As an example of these pieces fitting together, consider a dataset with features of:

  1. Reaction Conditions (flow rate, temperature, pressure)

  2. Reactants (input as a molecular graph)

  3. Catalyst (atomic composition, surface area, crystalline phase, oxidation state, ...)

In this example, consider an arbitrary number of reactants, each encoded by identical networks A to produce fingerprints for each reactant. An autoencoder is used during training to penalize fingerprints without enough information to decode back into the original molecular graph. The same autoencoder is used for every reactant, which allows it to be extensible to many reactants as long as they are subsequently concatenated and reduced to a fixed length "reactant fingerprint" containing the features of all of the reactants together.

A separate autoencoder B encodes the catalyst features, which is particularly important here in that we would like to be able to decode the algorithm's suggested new catalysts back into features which we may attempt to create in the physical world. The fingerprints of the catalyst and all of the reactants are then concatenated with the reaction conditions and put through a final autoencoder C which allows the representation of an arbitrary number of reactants into a single fixed length representation. Generally speaking, our ability to synthesize a specified catalyst is substantially greater than our ability to predict their performance, so given a set of surface areas, atomic concentrations, and so on it is likely that many of the predicted catalysts can be manufactured with straightforward existing techniques.

The final concatenated and fingerprinted representation of the entire reaction is trained with a neural network with the product distribution as labels, simultaneously generating a model which both allows the decoding of the reactants, catalyst, and reaction conditions while also ensuring that the intermediate representations contain all the information critical to predict the reaction products accurately.

With this tool, it may be feasible to vary the fingerprinted reaction to identify "similar" reactions, and test them with the downstream neural network to predict the performance of these slight variations of the original training examples and use a gradient method to explore the latent feature space. After identifying reaction fingerprints with a great deal of promise in producing our desired products, the decoder can tell us the reactant list, catalyst features, and conditions. More ambitiously, identifying clusters of reaction types using real experimental data may provide unique new guidance about what these reactions actually do - for instance, identifying new reaction mechanisms which are currently unknown.
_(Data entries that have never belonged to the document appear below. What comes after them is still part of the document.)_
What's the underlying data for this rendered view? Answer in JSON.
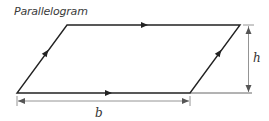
{
  "title": "Parallelogram",
  "labels": {
    "base": "b",
    "height": "h"
  },
  "shape": {
    "type": "parallelogram",
    "vertices": {
      "bottom_left": [
        17,
        93
      ],
      "bottom_right": [
        190,
        93
      ],
      "top_right": [
        240,
        25
      ],
      "top_left": [
        67,
        25
      ]
    }
  },
  "colors": {
    "outline": "#222222",
    "dimension": "#888888",
    "text": "#333333"
  }
}
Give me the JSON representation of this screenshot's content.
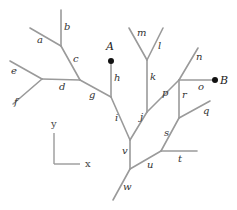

By combining a system like the above example with an adaptive training system to design and carry out tests, it would be possible to rapidly explore the space of catalysts and generate a predictive model for which catalysts and conditions to use for a novel product molecule. The value of such a model would be incalculable to the greater chemical industry. By providing a way to rapidly pick and improve upon existing industrial catalysts, or enable entire new processes, it can provide a way to increase the energy and resource efficiency of chemical manufacturing while lowering production costs. Such a tool would allow chemical manufacturers to rapidly scale new processes up to commercial scale by speeding up the typically multi-year process of catalyst development.

Further, by incorporating information about the price, toxicity, and availability of different chemicals along with predictions of the cost of different industrial processes it becomes feasible to not just identify the best catalyst and set of reactants for a target molecule, but to identify the full industrial chemical process best suited to produce the target molecule at the lowest cost. This would allow for incredible improvements to the chemical supply chain, a key foundation upon which modern society is based.